Several years ago, I admitted that it had taken me a long time to understand what people meant when they said their children were “their teachers.” I finally understood. And this past week I have learned anew what that means. Over and over again, the things my children say and see startle me with their truth. I have an endless appetite for their perspective, filtered through a lens so free of assumption and bias as to contain revelations.
Watching Grace and Whit take in the Marathon bombings and then the wild, intense events of Friday was both deeply touching to me and occasionally laugh-out-loud funny. For the Huffington Post, I wrote about what Friday morning was like. It was surreal. We woke up to a world that felt jaggedly separate from real life, to photographs of familiar streets deserted except for humvees and hundreds of police officers with long guns and heavy body armor, to an eerie silence punctuated by sirens and gunshots (we were able to hear the shots in Watertown from my open office window).

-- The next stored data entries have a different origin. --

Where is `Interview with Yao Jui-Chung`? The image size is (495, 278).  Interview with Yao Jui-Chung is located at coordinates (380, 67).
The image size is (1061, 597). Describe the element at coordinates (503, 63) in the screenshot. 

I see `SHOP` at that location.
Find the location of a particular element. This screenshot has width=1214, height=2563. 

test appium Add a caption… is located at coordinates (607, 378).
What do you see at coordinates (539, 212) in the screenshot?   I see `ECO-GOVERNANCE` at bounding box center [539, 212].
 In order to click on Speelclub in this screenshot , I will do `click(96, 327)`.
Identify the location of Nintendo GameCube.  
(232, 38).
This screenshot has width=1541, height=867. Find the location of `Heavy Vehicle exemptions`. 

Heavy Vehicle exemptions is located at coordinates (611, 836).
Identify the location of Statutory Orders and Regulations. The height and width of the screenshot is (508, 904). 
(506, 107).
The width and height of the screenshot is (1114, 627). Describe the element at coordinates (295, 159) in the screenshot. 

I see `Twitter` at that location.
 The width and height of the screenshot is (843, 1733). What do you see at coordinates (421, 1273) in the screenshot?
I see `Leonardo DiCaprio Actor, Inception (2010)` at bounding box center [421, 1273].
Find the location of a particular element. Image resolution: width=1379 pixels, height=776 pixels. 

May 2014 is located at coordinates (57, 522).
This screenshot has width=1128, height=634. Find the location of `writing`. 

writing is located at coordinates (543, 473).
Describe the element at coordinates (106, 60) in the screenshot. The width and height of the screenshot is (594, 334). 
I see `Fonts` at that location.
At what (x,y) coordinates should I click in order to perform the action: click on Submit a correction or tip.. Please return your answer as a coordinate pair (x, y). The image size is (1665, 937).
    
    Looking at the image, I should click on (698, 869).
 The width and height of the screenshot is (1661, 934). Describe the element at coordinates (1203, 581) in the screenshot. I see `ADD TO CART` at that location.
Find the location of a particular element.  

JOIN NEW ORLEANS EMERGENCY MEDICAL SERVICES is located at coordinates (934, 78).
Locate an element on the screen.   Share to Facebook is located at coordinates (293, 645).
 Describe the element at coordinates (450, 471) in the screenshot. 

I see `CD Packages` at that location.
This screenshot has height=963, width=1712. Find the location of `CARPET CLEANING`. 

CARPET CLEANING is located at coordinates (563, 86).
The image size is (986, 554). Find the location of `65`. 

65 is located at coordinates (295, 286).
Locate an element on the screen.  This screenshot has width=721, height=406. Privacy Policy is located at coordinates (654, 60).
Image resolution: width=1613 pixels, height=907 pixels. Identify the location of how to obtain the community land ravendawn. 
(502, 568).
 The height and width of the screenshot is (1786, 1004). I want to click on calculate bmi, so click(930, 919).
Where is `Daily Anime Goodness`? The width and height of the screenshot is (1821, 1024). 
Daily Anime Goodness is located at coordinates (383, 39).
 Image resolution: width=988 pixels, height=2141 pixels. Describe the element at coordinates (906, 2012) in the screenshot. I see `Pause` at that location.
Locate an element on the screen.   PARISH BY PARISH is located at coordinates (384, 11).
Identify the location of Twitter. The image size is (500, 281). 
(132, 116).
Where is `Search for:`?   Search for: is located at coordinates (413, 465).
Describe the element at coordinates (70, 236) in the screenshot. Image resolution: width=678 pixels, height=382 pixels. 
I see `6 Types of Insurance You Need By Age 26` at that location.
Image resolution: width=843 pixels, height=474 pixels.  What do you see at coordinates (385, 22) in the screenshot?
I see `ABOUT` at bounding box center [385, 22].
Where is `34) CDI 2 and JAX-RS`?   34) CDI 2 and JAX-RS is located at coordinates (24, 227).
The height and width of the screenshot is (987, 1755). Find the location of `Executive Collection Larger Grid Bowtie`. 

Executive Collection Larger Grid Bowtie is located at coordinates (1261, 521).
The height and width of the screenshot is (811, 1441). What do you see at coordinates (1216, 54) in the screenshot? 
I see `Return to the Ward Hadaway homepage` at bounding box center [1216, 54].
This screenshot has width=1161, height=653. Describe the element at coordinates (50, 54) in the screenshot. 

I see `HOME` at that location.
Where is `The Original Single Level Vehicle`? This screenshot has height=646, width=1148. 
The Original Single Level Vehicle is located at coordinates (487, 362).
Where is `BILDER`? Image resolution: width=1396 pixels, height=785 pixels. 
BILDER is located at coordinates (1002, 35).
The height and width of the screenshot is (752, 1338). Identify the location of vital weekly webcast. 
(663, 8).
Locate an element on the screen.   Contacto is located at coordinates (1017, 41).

Friday night, exhausted from waiting and uncertainty, we sat down to dinner as a family. As she often does, Grace said grace. And her words moved me to tears. It seemed like an adult was speaking. She offered thanks to and asked for protection for all the policemen and doctors and first responders. She asked for grace for those hurt and for the families of those who had died. And then she said, “I feel really sad that it takes a tragedy like this to see all the good people and beautiful things in our life.” My head jerked up, tears spilled down my cheeks, and I squeezed her hand.
The kids went to bed in one room, as they have several nights this week. I tucked them into Whit’s bottom bunk together to read, and then returned to my desk. A few minutes later, through the open door, I heard Grace say to Whit, “You know, you have to remember, that for every one evil person, there are ten good ones. At least.”
On Saturday morning, the first thing we did was get in the car to go to our favorite breakfast spot, a diner in Watertown which had been at the center of the action on Friday. The team from CNN was standing in front of it at one point. I was happy to see that there was a line, that others, like us, had the impulse to go be in the world that we had feared just yesterday, to return with our business, our energy, our money to places that had suffered during the lockdown.
Whit, mumbling through a mouthful of chocolate chip pancake, threw his two most awful words at the attackers. “They’re donkeyholes,” he said. “Tionaries.” (A few weeks ago he pronounced someone a “dictionary without the tionary,” and that second word has become his favorite sort-of-bad word.)
“Russia must be ashamed of them,” Grace added from across the table. I nodded at her. And later she offered, “When we go to Storyland or anywhere that’s not here, and people ask where we’re from, I’m going to be so proud to say Boston. I know people will think: oh, that’s a strong city.”
After breakfast we came home and made brownies to bring to our local police station. Grace made a thank-you card as the brownies baked. Other than asking which color stripe came first in the flag (which I had to look up; the answer is red), she wrote it all without any prompting. When the brownies had cooled off, we went to the police station. We drove past Norfolk Street, and I felt the chill of something run up my spine, a reminder that even the most intensely familiar things, places, and people can contain unknowable, possibly terrifying terrain.
And then we went home for lunch with Matt and Whit, a haircut, a stop at the drycleaner, some family reading curled up on the couch. All afternoon the air was heavy with my sense of the gossamer veil between this life and what we most fear, with my awareness of how much we take for granted. As I have done so many times in my life, I squeezed my eyes shut and swore never to forget what a privilege it is, this normal, unexceptional life. I whispered fiercely to myself: i thank you god for this most amazing day.